The Winter Ghosts by Kate Mosse
My rating: 3 of 5 stars
Most people will like Kate Mosse from her novel Labyrinth and whilst I loved that novel I must admit this one didn’t wow me. For a start the majority of people that see ghost in a book title and the tagline “Do you believe in ghosts?” will possibly feel a little cheated. So, this is your warning, the ghost element of this book is pretty lacking. There is certainly no fear factor and limited ‘ghostly’ atmosphere (in my opinion).
However, the story isn’t bad. Young guy, grieving, previous mental breakdown, crashes in a snowstorm in the Pyrenees mountains. Gets rescued and taken to an isolated village where everything is not quite as it seems. Not to mention mysterious caves in the mountains that haven’t been accessed for a number of years.
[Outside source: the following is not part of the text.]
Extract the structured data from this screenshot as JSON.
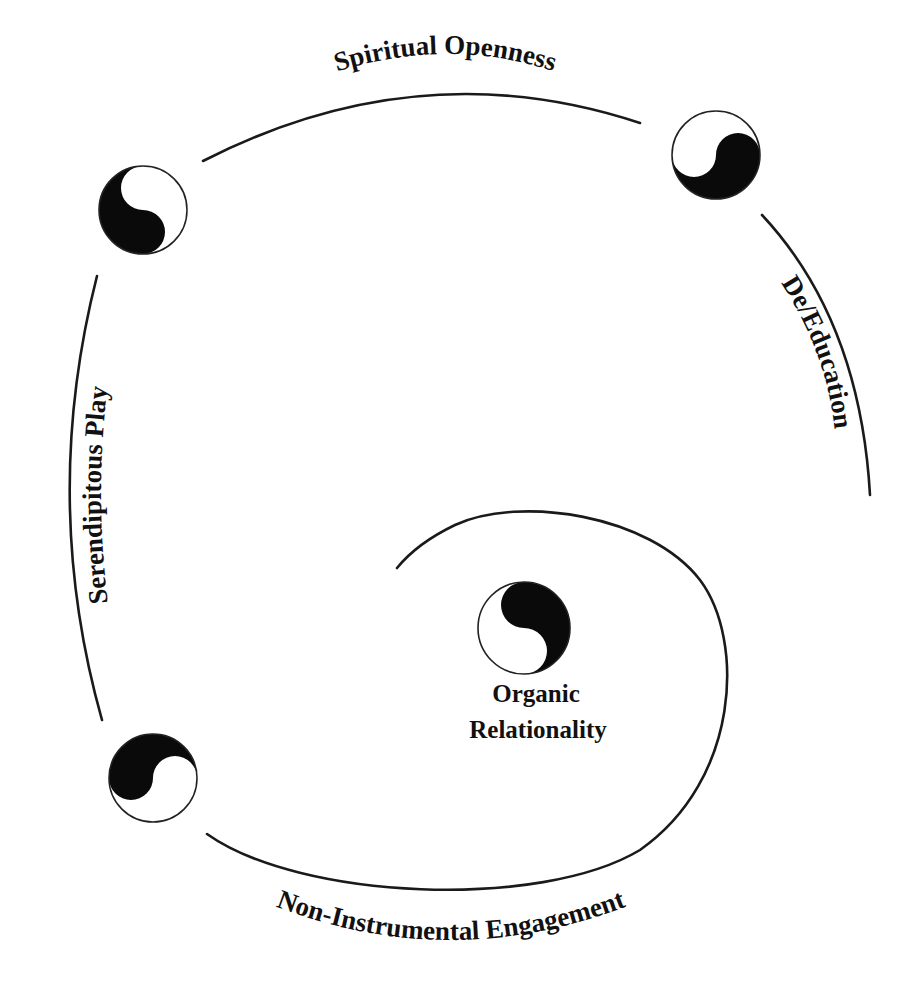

Sounds good right?

So, trying to figure out why I didn’t love this story, I think there were a couple of reasons:
- The writing was very slow. It felt like the reader had to wade through several pages to mine a nugget of story out. In fact, the book could probably have been a fair bit shorter and would have been much better for it.
- The novel was full of melancholy and there were very few areas of light to be found in the pages.
- There was no wow factor. I kept waiting for something unpredictable, some kind of plot twist, something I’d overlooked to come back to light, but it never arrived. That very thing that keeps you reading just never happened so it left me feeling a little deflated and unrewarded as I had ploughed my way through the book to the end.
I didn’t give this a 1 star, so here is what I liked about the book.
- The time hop between 14th century period with Cathars/fear and the 20th century with the after-effects of the world war/grief storyline was nicely handled between the two periods.
- The location was brilliantly described and intriguing. Isolated villages, snow-covered mountain and unexplored caves. It’s really made me want to visit the region.
- The story behind The Winter Ghosts is really insightful and describes what inspired Mosse. I am quite intrigued by a couple of un-reads on her suggested reading list.
Overall, not great but not bad either.